▶ Record extracts
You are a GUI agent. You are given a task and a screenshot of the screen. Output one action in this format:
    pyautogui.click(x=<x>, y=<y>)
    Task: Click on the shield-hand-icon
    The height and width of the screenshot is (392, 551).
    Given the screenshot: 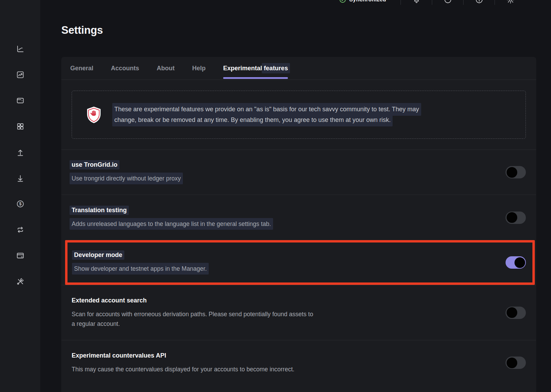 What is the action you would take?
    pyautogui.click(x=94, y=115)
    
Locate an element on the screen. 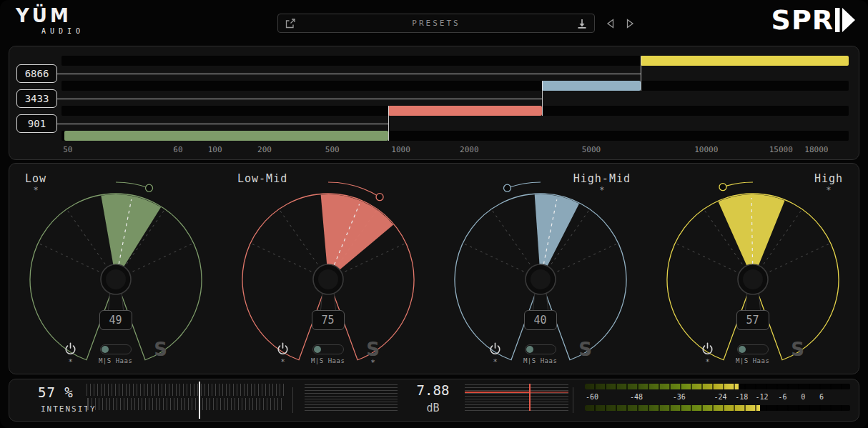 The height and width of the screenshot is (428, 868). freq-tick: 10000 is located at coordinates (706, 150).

==

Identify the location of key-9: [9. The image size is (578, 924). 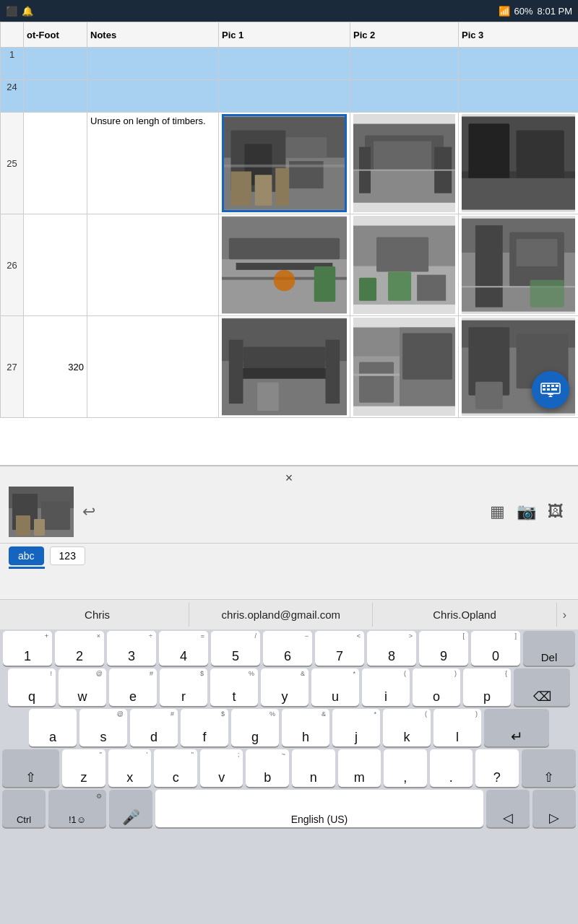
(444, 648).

▶ Work instruction
Print exactly the lines above, between the one holding "You are a GUI" and the one holding "The height and width of the screenshot is (392, 551).", inclusive, and nothing besides.

▶ Task response
You are a GUI agent. You are given a task and a screenshot of the screen. Output one action in this format:
    pyautogui.click(x=<x>, y=<y>)
    Task: Click on the shield-hand-icon
    The height and width of the screenshot is (392, 551).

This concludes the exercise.